Scaffolding and Intelligence Entrepreneurship
What’s the difference between “businessman” and “entrepreneur”? Or between “starting a business” and “doing a startup”? I think these are often cultural/social distinctions. If you’re inspired by the silicon valley style of software and tech business, you probably like the term “entrepreneur”. If you are more traditional, then the word “business” is fine.
There is a simple economic definition of the word “entrepreneur” that I find illuminating. It comes from Jean-Baptiste Say, who was one of the first to theorise the concept. My interpretation of it is as follows:
Economic output refers to goods and services.
Factors of production are the “inputs” that are combined to make economic outputs.
The three factors of production are:
Land (incl. raw materials)
Labour
Capital (i.e. tools, machinery, etc.)
The entrepreneur is the one who combines the factors of production to create economic outputs.
For the recent past, although entrepreneurship has been growing in popularity, the main strategy of talented youth has been to specialise in some domain, or generally be smart, and make the bulk of your money working with that brainpower. The focus has been on being valuable labour, and not on doing entrepreneurship.
AI is becoming a very powerful tool (capital). In the short term, it is boosting the productivity of skilled labour, making the old strategy even more successful. My friends who are “labour” in tech and finance are enjoying the productivity boost of AI tools.
However, soon, AI will become so intelligent that in many cases instead of being capital that boosts the productivity of labour, it will start to act as labour itself. This transition of AI from capital to labour is marked by the current transition of AI from “assistants” to “agents”.
We are presented with an opportunity to “rise up the value chain”. In some industries this is an existential matter because your job is at risk, in others it is a megatrend that you can choose to join.
We have the opportunity to start applying intelligence rather than being intelligence.
Key to applying intelligence is to view yourself not as the person doing the work, but the person orchestrating intelligence so that the work gets done. This was a lot harder in the past: you had to work with human people, who are expensive and require some charisma to motivate. Today you can apply intelligence by orchestrating AI agents from your bedroom.
Scaffolding is the activity of creating processes that use LLMs in such a way that gets them to act more intelligently than the LLM could all by itself.
A simple example of scaffolding is called RAG: Retrieval Augmented Generation. When ChatGPT first launched, it would hallucinate a lot. This is not surprising as it was brave enough to answer any question about anything even though it only had about a terabyte of total memory. There were unsurprisingly some things it didn’t know, so it just made them up. RAG fixed this problem and made the GPT model act “more intelligently”. In RAG, you first perform a websearch based on the user’s prompt and then you let ChatGPT answer the question with all the search results in its context window. This combines the better accuracy of document search with ChatGPT’s ability to navigate language reasoning tasks.
Other successful scaffolding ideas are:
- chain of thought prompting, where the model reasons by “thinking out loud” before responding to the prompt
- deep research, which is a process that the model follows to do a thorough literature review
- LLM tool calls, where the agent has access to APIs and tools like calculators or programming environments to help it think
Scaffolding is like building a workflow for your employees to follow to ensure that standards are maintained. In fact, organisations can also be seen in this way: creating processes that lead to better outputs than what any individual person in the organisation could have created by themselves.
Most realistic businesses will probably scaffold AI into human organisations.
Beyond scaffolding to make more intelligent AI agents, one will also need to find a customer, and embed this intelligence into their personal/business processes to deliver some outcomes for them.
I think we are in a golden era of intelligence entrepreneurship - where intelligence is becoming free, and the goal is to find ways to orchestrate and apply this intelligence.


● Task instructions
The word "target" marks the lines you need; copy each of them from the data.

● Exercise data
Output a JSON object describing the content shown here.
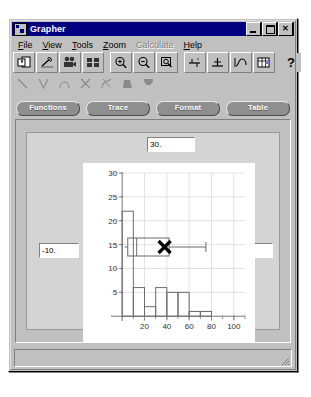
{
  "window": {
    "title": "Grapher",
    "icon": "app-window-icon",
    "buttons": [
      {
        "name": "minimize-button",
        "glyph": "_"
      },
      {
        "name": "maximize-button",
        "glyph": "□"
      },
      {
        "name": "close-button",
        "glyph": "✕"
      }
    ]
  },
  "menubar": {
    "items": [
      {
        "label": "File",
        "mnemonic": "F",
        "disabled": false
      },
      {
        "label": "View",
        "mnemonic": "V",
        "disabled": false
      },
      {
        "label": "Tools",
        "mnemonic": "T",
        "disabled": false
      },
      {
        "label": "Zoom",
        "mnemonic": "Z",
        "disabled": false
      },
      {
        "label": "Calculate",
        "mnemonic": "C",
        "disabled": true
      },
      {
        "label": "Help",
        "mnemonic": "H",
        "disabled": false
      }
    ]
  },
  "toolbar_primary": {
    "items": [
      {
        "name": "new-document-icon",
        "tooltip": "New"
      },
      {
        "name": "edit-function-icon",
        "tooltip": "Edit Function"
      },
      {
        "name": "animate-icon",
        "tooltip": "Animate"
      },
      {
        "name": "tile-windows-icon",
        "tooltip": "Tile"
      },
      {
        "name": "zoom-in-icon",
        "tooltip": "Zoom In"
      },
      {
        "name": "zoom-out-icon",
        "tooltip": "Zoom Out"
      },
      {
        "name": "zoom-box-icon",
        "tooltip": "Zoom Box"
      },
      {
        "name": "axis-x-icon",
        "tooltip": "X Axis"
      },
      {
        "name": "axis-y-icon",
        "tooltip": "Y Axis"
      },
      {
        "name": "trace-curve-icon",
        "tooltip": "Trace"
      },
      {
        "name": "data-table-icon",
        "tooltip": "Table"
      },
      {
        "name": "help-question-icon",
        "tooltip": "Help"
      }
    ]
  },
  "toolbar_secondary": {
    "items": [
      {
        "name": "line-plot-icon",
        "tooltip": "Line"
      },
      {
        "name": "v-curve-icon",
        "tooltip": "V Curve"
      },
      {
        "name": "arc-curve-icon",
        "tooltip": "Arc"
      },
      {
        "name": "cross-curve-icon",
        "tooltip": "Cross"
      },
      {
        "name": "tangent-icon",
        "tooltip": "Tangent"
      },
      {
        "name": "area-fill-icon",
        "tooltip": "Area Fill"
      },
      {
        "name": "parabola-fill-icon",
        "tooltip": "Parabola Fill"
      }
    ]
  },
  "action_buttons": [
    {
      "name": "functions-button",
      "label": "Functions"
    },
    {
      "name": "trace-button",
      "label": "Trace"
    },
    {
      "name": "format-button",
      "label": "Format"
    },
    {
      "name": "table-button",
      "label": "Table"
    }
  ],
  "graph_bounds": {
    "top": "30.",
    "bottom": "-1.",
    "left": "-10.",
    "right": "110."
  },
  "statusbar": {
    "text": ""
  },
  "chart_data": {
    "type": "bar",
    "title": "",
    "xlabel": "",
    "ylabel": "",
    "xlim": [
      -10,
      110
    ],
    "ylim": [
      -1,
      30
    ],
    "xticks": [
      20,
      40,
      60,
      80,
      100
    ],
    "yticks": [
      5,
      10,
      15,
      20,
      25,
      30
    ],
    "grid": true,
    "bin_width": 10,
    "bin_starts": [
      0,
      10,
      20,
      30,
      40,
      50,
      60,
      70
    ],
    "values": [
      22,
      6,
      2,
      6,
      5,
      5,
      1,
      1
    ],
    "overlay": {
      "type": "boxplot",
      "y": 14.5,
      "box_min": 5,
      "box_max": 42,
      "median": 13,
      "whisker_max": 75,
      "marker": "x-marker",
      "marker_x": 38
    }
  }
}
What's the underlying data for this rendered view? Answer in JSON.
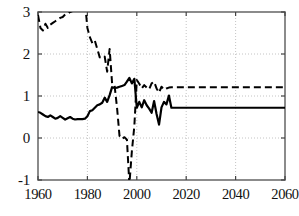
{
  "chart_data": {
    "type": "line",
    "title": "",
    "xlabel": "",
    "ylabel": "",
    "xlim": [
      1960,
      2060
    ],
    "ylim": [
      -1,
      3
    ],
    "grid": true,
    "legend": "none",
    "xticks": [
      1960,
      1980,
      2000,
      2020,
      2040,
      2060
    ],
    "yticks": [
      -1,
      0,
      1,
      2,
      3
    ],
    "xtick_labels": [
      "1960",
      "1980",
      "2000",
      "2020",
      "2040",
      "2060"
    ],
    "ytick_labels": [
      "-1",
      "0",
      "1",
      "2",
      "3"
    ],
    "series": [
      {
        "name": "solid-series",
        "style": "solid",
        "color": "#000000",
        "width": 2.2,
        "x": [
          1960,
          1961,
          1962,
          1963,
          1964,
          1965,
          1966,
          1967,
          1968,
          1969,
          1970,
          1971,
          1972,
          1973,
          1974,
          1975,
          1976,
          1977,
          1978,
          1979,
          1980,
          1981,
          1982,
          1983,
          1984,
          1985,
          1986,
          1987,
          1988,
          1989,
          1990,
          1991,
          1992,
          1993,
          1994,
          1995,
          1996,
          1997,
          1998,
          1999,
          2000,
          2001,
          2002,
          2003,
          2004,
          2005,
          2006,
          2007,
          2008,
          2009,
          2010,
          2011,
          2012,
          2013,
          2014,
          2015,
          2020,
          2030,
          2040,
          2050,
          2060
        ],
        "values": [
          0.62,
          0.6,
          0.56,
          0.52,
          0.5,
          0.54,
          0.5,
          0.46,
          0.48,
          0.52,
          0.48,
          0.44,
          0.47,
          0.5,
          0.46,
          0.44,
          0.45,
          0.45,
          0.45,
          0.46,
          0.52,
          0.64,
          0.66,
          0.72,
          0.78,
          0.8,
          0.84,
          0.96,
          0.86,
          1.02,
          1.21,
          1.19,
          1.2,
          1.22,
          1.24,
          1.26,
          1.34,
          1.43,
          1.3,
          1.41,
          0.72,
          0.86,
          0.73,
          0.9,
          0.78,
          0.7,
          0.6,
          0.88,
          0.57,
          0.32,
          0.73,
          0.86,
          0.8,
          1.01,
          0.72,
          0.72,
          0.72,
          0.72,
          0.72,
          0.72,
          0.72
        ]
      },
      {
        "name": "dashed-series",
        "style": "dashed",
        "color": "#000000",
        "width": 2.0,
        "x": [
          1960,
          1961,
          1962,
          1963,
          1964,
          1965,
          1966,
          1967,
          1968,
          1969,
          1970,
          1971,
          1972,
          1973,
          1974,
          1975,
          1976,
          1977,
          1978,
          1979,
          1980,
          1981,
          1982,
          1983,
          1984,
          1985,
          1986,
          1987,
          1988,
          1989,
          1990,
          1991,
          1992,
          1993,
          1994,
          1995,
          1996,
          1997,
          1998,
          1999,
          2000,
          2001,
          2002,
          2003,
          2004,
          2005,
          2006,
          2007,
          2008,
          2009,
          2010,
          2011,
          2012,
          2013,
          2014,
          2015,
          2020,
          2030,
          2040,
          2050,
          2060
        ],
        "values": [
          2.93,
          2.62,
          2.56,
          2.72,
          2.62,
          2.7,
          2.74,
          2.78,
          2.82,
          2.86,
          2.88,
          2.94,
          2.96,
          3.0,
          3.02,
          3.08,
          3.12,
          3.18,
          3.22,
          3.24,
          2.62,
          2.4,
          2.26,
          2.32,
          2.12,
          1.92,
          1.9,
          1.94,
          1.58,
          2.12,
          1.3,
          1.25,
          0.72,
          0.05,
          -0.02,
          0.02,
          -0.04,
          -1.1,
          -0.32,
          0.28,
          1.38,
          1.29,
          1.18,
          1.26,
          1.2,
          1.16,
          1.3,
          1.34,
          1.18,
          1.08,
          1.22,
          1.15,
          1.18,
          1.2,
          1.21,
          1.21,
          1.21,
          1.21,
          1.21,
          1.21,
          1.21
        ]
      }
    ]
  },
  "axes": {
    "frame_color": "#6e6e6e",
    "grid_color": "#bdbdbd",
    "tick_color": "#444444"
  }
}
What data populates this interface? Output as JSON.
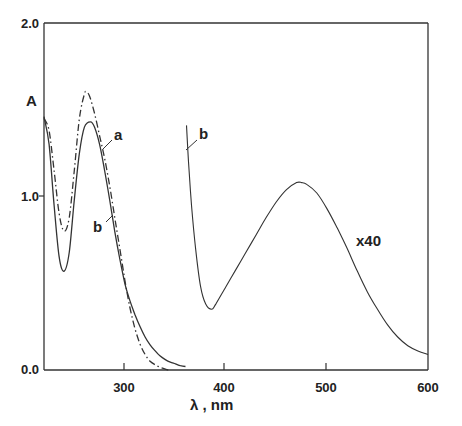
{
  "chart_data": {
    "type": "line",
    "title": "",
    "xlabel": "λ , nm",
    "ylabel": "A",
    "xlim": [
      220,
      600
    ],
    "ylim": [
      0.0,
      2.0
    ],
    "xticks": [
      300,
      400,
      500,
      600
    ],
    "xtick_labels": [
      "300",
      "400",
      "500",
      "600"
    ],
    "yticks": [
      0.0,
      1.0,
      2.0
    ],
    "ytick_labels": [
      "0.0",
      "1.0",
      "2.0"
    ],
    "grid": false,
    "legend": "none (curves labeled inline)",
    "series": [
      {
        "name": "a",
        "style": "dash-dot",
        "x": [
          220,
          225,
          230,
          235,
          240,
          245,
          250,
          255,
          260,
          262,
          265,
          270,
          275,
          280,
          285,
          290,
          295,
          300,
          305,
          310,
          315,
          320,
          325,
          330,
          335,
          340,
          343
        ],
        "y": [
          1.45,
          1.38,
          1.15,
          0.9,
          0.8,
          0.88,
          1.15,
          1.45,
          1.59,
          1.6,
          1.58,
          1.48,
          1.35,
          1.22,
          1.06,
          0.88,
          0.7,
          0.52,
          0.36,
          0.24,
          0.15,
          0.09,
          0.05,
          0.03,
          0.015,
          0.005,
          0.0
        ]
      },
      {
        "name": "b",
        "style": "solid",
        "x": [
          220,
          225,
          230,
          235,
          240,
          245,
          250,
          255,
          260,
          266,
          270,
          275,
          280,
          285,
          290,
          295,
          300,
          305,
          310,
          315,
          320,
          325,
          330,
          335,
          340,
          345,
          350,
          355,
          360
        ],
        "y": [
          1.46,
          1.3,
          0.95,
          0.65,
          0.57,
          0.68,
          0.98,
          1.25,
          1.4,
          1.43,
          1.4,
          1.3,
          1.15,
          0.98,
          0.8,
          0.64,
          0.5,
          0.4,
          0.32,
          0.25,
          0.19,
          0.145,
          0.11,
          0.08,
          0.06,
          0.045,
          0.035,
          0.025,
          0.02
        ]
      },
      {
        "name": "b x40",
        "style": "solid",
        "scale_factor": 40,
        "x": [
          361,
          363,
          366,
          370,
          375,
          380,
          386,
          390,
          400,
          410,
          420,
          430,
          440,
          450,
          460,
          470,
          475,
          480,
          490,
          500,
          510,
          520,
          530,
          540,
          550,
          560,
          570,
          580,
          590,
          600
        ],
        "y": [
          1.41,
          1.2,
          0.95,
          0.7,
          0.48,
          0.38,
          0.35,
          0.38,
          0.48,
          0.58,
          0.68,
          0.78,
          0.88,
          0.97,
          1.04,
          1.08,
          1.08,
          1.07,
          1.02,
          0.93,
          0.82,
          0.7,
          0.57,
          0.45,
          0.35,
          0.26,
          0.19,
          0.14,
          0.11,
          0.09
        ]
      }
    ],
    "annotations": [
      {
        "text": "a",
        "target": "series a",
        "x": 282,
        "y": 1.33
      },
      {
        "text": "b",
        "target": "series b",
        "x": 275,
        "y": 0.85
      },
      {
        "text": "b",
        "target": "series b x40",
        "x": 368,
        "y": 1.42
      },
      {
        "text": "x40",
        "target": "series b x40",
        "x": 535,
        "y": 0.75
      }
    ]
  },
  "labels": {
    "y_axis_title": "A",
    "x_axis_title": "λ , nm",
    "ytick_0": "0.0",
    "ytick_1": "1.0",
    "ytick_2": "2.0",
    "xtick_300": "300",
    "xtick_400": "400",
    "xtick_500": "500",
    "xtick_600": "600",
    "annot_a": "a",
    "annot_b": "b",
    "annot_b2": "b",
    "annot_x40": "x40"
  }
}
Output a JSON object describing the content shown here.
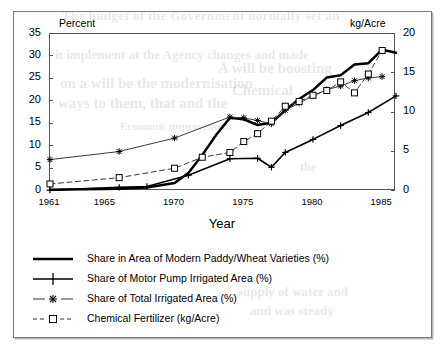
{
  "chart_data": {
    "type": "line",
    "title": "",
    "xlabel": "Year",
    "left_axis_label": "Percent",
    "right_axis_label": "kg/Acre",
    "xlim": [
      1961,
      1986
    ],
    "ylim_left": [
      0,
      35
    ],
    "ylim_right": [
      0,
      20
    ],
    "xticks": [
      1961,
      1965,
      1970,
      1975,
      1980,
      1985
    ],
    "yticks_left": [
      0,
      5,
      10,
      15,
      20,
      25,
      30,
      35
    ],
    "yticks_right": [
      0,
      5,
      10,
      15,
      20
    ],
    "grid": false,
    "legend_position": "below",
    "series": [
      {
        "name": "Share in Area of Modern Paddy/Wheat Varieties (%)",
        "axis": "left",
        "marker": "none",
        "line": "solid-thick",
        "x": [
          1961,
          1966,
          1968,
          1970,
          1971,
          1972,
          1973,
          1974,
          1975,
          1976,
          1977,
          1978,
          1979,
          1980,
          1981,
          1982,
          1983,
          1984,
          1985,
          1986
        ],
        "y": [
          0.3,
          0.5,
          0.8,
          1.8,
          4.0,
          8.0,
          12.5,
          16.3,
          16.0,
          14.7,
          15.2,
          18.0,
          20.5,
          22.5,
          25.3,
          25.8,
          28.2,
          28.5,
          31.5,
          30.8
        ]
      },
      {
        "name": "Share of Motor Pump Irrigated Area (%)",
        "axis": "left",
        "marker": "plus",
        "line": "solid",
        "x": [
          1961,
          1966,
          1968,
          1971,
          1974,
          1976,
          1977,
          1978,
          1980,
          1982,
          1984,
          1986
        ],
        "y": [
          0.2,
          0.8,
          1.0,
          3.5,
          7.2,
          7.3,
          5.3,
          8.6,
          11.5,
          14.6,
          17.5,
          21.2
        ]
      },
      {
        "name": "Share of Total Irrigated Area (%)",
        "axis": "left",
        "marker": "asterisk",
        "line": "solid-thin",
        "x": [
          1961,
          1966,
          1970,
          1974,
          1975,
          1976,
          1977,
          1978,
          1979,
          1980,
          1981,
          1982,
          1983,
          1984,
          1985
        ],
        "y": [
          7.0,
          8.8,
          11.8,
          16.5,
          16.3,
          15.7,
          15.0,
          18.0,
          19.6,
          21.2,
          22.6,
          23.4,
          24.6,
          25.2,
          25.5
        ]
      },
      {
        "name": "Chemical Fertilizer (kg/Acre)",
        "axis": "right",
        "marker": "square",
        "line": "dashed",
        "x": [
          1961,
          1966,
          1970,
          1972,
          1974,
          1975,
          1976,
          1977,
          1978,
          1979,
          1980,
          1981,
          1982,
          1983,
          1984,
          1985
        ],
        "y": [
          0.9,
          1.7,
          2.9,
          4.3,
          4.9,
          6.3,
          7.3,
          8.9,
          10.8,
          11.4,
          12.2,
          12.8,
          13.9,
          12.5,
          14.9,
          17.9
        ]
      }
    ]
  },
  "ghost_text": {
    "l1": "The budget of the Government normally set an",
    "l2": "it implement at the Agency changes and made",
    "l3": "on a will be the modernisation",
    "l4": "ways to them, that and the",
    "l5": "Economic improvement",
    "l6": "A will be boosting",
    "l7": "Chemical",
    "l8": "the",
    "l9": "supply of water and",
    "l10": "and was steady"
  },
  "colors": {
    "ink": "#000000",
    "axis": "#555555",
    "frame": "#7a7a7a",
    "thin": "#5a5a5a",
    "background": "#ffffff"
  }
}
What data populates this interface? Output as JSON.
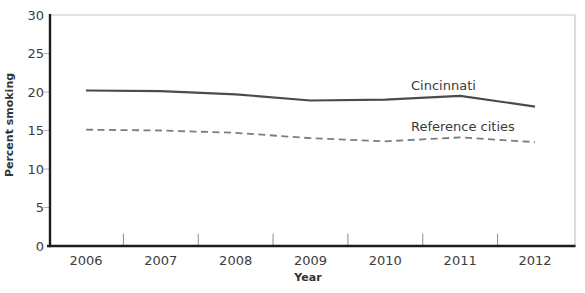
{
  "figure": {
    "background": "#ffffff"
  },
  "chart_data": {
    "type": "line",
    "title": "",
    "xlabel": "Year",
    "ylabel": "Percent smoking",
    "x": [
      2006,
      2007,
      2008,
      2009,
      2010,
      2011,
      2012
    ],
    "ylim": [
      0,
      30
    ],
    "yticks": [
      0,
      5,
      10,
      15,
      20,
      25,
      30
    ],
    "grid": false,
    "legend_position": "inline-annotations",
    "series": [
      {
        "name": "Cincinnati",
        "line_style": "solid",
        "color": "#4b4b4b",
        "values": [
          20.2,
          20.1,
          19.7,
          18.9,
          19.0,
          19.5,
          18.1
        ]
      },
      {
        "name": "Reference cities",
        "line_style": "dashed",
        "color": "#7d7d7d",
        "values": [
          15.1,
          15.0,
          14.7,
          14.0,
          13.6,
          14.1,
          13.5
        ]
      }
    ],
    "colors": {
      "axis": "#1c1c1c",
      "plot_border": "#c6c6c6",
      "x_tick": "#8c8c8c",
      "y_tick": "#b3b3b3",
      "text": "#3c3c3c"
    }
  }
}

● Your solution
        "target": "series a",
        "target": "series b",
        "target": "series b x40",
        "target": "series b x40",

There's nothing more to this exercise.